Dr. Leonhard Emmerling moderating a discussion with Shuddhabrata Sengupta and Prof. Dr. Christoph Menke.
Photo: Goethe-Institut / Varun Sharma
Moderated discussion with Dr. Jan Völker (left), Dr. Christine Litz (centre) and Prof. Kavita Singh (right).
Photo: Goethe-Institut / Varun Sharma
Dr. Leonhard Emmerling, Director Programmes South Asia, presents the opening remarks for the inaugural edition of the Museum of the Future.
Photo: Goethe-Institut / Varun Sharma
The talks were attended by students, curators, museum professionals and academics interested in the discussion around the future of the museum.
Photo: Goethe-Institut / Varun Sharma
Dr. Christine Litz: “In order to be enlightening…[the museum of the future]…needs to be free jazz, a mental liberty of action and therefore needs to be addressed as a first-person-narrative.”
What will the museum of the future offer to its audiences? And what will the audiences require from the museum?
The museum of the future will be an event-location; a place for entertainment and fun; a place to meditate and contemplate; a place of joy and laughter and to experience silence or awe. In addition, the museum of the future can be a place of teaching and learning, of affirmation and opposition, of agreement and protest, of compliance and disagreement, of pleasure and rejection. But, most importantly, the museum of the future will be a political space.
It will be a public space, an agora, used by the citizens to debate and to discuss. It will be a space where emancipated subjects meet and dispute on how to find ways to narrate the stories of their past and of their future.
What needs to be done, to establish the museum as a political space? How to conceive the museum as an institution to serve the citizenry? What do we think of, when we think about the “political”? And how does the museum engage with the idea of freedom and emancipation?
Articles
The contributions of the participants of the Museum of the Future comprise individual papers. Each iteration of the project will present a variety of viewpoints from different contributors looking at a range of aspects and questions about the idea of the ‘Museum’. Each episode of the project will also be accompanied by a printed mini-edition of the papers that will be publically distributed.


* **AIM OF THE TASK**
Check every line of the entries for the string "Petal" and return the ones that contain it.

[Entries taken from a collection]
---

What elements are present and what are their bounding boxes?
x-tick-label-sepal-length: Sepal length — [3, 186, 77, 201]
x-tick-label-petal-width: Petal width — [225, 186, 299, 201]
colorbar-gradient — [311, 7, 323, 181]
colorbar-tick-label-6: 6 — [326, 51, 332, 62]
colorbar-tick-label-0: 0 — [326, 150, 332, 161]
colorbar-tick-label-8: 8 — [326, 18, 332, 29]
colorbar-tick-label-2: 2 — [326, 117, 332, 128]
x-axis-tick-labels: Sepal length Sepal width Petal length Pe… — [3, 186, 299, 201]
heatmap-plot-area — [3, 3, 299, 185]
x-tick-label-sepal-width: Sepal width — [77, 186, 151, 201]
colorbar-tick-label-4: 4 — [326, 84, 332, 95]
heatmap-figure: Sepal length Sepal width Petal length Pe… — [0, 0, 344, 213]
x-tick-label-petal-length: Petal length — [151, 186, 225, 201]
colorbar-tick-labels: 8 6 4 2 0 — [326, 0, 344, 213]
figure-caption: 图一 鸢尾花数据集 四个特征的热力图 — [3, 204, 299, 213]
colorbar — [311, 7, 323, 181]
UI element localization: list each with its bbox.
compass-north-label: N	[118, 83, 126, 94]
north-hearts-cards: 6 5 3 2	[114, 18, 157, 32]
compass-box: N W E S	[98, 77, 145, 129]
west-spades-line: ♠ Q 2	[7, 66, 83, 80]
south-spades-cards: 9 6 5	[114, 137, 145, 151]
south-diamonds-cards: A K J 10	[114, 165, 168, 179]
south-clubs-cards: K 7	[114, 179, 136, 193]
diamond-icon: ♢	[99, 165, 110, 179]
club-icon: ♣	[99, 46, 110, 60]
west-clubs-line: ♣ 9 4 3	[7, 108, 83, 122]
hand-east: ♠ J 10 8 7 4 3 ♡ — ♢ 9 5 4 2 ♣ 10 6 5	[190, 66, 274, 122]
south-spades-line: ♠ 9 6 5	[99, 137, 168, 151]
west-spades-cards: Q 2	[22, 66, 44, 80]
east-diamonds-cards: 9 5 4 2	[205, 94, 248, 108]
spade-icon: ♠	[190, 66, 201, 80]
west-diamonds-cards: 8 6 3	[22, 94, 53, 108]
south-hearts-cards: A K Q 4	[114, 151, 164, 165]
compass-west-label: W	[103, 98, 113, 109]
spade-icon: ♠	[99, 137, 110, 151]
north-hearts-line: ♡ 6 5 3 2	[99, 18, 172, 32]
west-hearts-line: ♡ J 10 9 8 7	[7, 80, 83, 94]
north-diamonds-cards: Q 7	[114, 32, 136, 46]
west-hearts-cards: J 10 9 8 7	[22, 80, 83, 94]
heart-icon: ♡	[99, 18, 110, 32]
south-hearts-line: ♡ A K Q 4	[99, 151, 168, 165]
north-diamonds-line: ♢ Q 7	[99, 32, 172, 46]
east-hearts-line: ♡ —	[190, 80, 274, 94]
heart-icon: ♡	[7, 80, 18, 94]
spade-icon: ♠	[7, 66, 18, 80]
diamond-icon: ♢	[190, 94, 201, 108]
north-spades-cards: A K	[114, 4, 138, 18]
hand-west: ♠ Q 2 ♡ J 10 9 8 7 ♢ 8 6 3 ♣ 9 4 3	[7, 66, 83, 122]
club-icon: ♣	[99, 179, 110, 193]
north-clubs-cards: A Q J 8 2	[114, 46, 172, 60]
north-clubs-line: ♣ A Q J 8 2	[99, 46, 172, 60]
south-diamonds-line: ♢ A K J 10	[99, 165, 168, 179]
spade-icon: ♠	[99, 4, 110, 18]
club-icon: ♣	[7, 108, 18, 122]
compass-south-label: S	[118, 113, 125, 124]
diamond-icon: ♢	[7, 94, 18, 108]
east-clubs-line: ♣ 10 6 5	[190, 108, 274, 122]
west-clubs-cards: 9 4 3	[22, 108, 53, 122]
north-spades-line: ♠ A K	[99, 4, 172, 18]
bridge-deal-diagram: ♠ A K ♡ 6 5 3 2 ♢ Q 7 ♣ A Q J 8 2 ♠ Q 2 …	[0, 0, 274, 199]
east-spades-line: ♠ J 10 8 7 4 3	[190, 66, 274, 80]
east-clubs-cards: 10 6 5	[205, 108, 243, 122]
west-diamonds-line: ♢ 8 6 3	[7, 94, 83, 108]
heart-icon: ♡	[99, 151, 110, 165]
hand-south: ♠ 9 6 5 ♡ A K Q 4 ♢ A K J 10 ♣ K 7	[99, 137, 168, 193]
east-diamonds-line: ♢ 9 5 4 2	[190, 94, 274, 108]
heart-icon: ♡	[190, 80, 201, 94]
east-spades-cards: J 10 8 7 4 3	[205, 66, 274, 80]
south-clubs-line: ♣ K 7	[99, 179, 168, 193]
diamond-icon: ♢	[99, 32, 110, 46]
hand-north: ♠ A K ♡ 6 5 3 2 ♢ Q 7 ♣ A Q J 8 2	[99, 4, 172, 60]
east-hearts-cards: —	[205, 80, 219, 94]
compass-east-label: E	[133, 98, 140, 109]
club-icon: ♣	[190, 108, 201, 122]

---

* **OUTPUT OF THE EXERCISE**
x-tick-label-petal-width: Petal width — [225, 186, 299, 201]
x-axis-tick-labels: Sepal length Sepal width Petal length Pe… — [3, 186, 299, 201]
heatmap-figure: Sepal length Sepal width Petal length Pe… — [0, 0, 344, 213]
x-tick-label-petal-length: Petal length — [151, 186, 225, 201]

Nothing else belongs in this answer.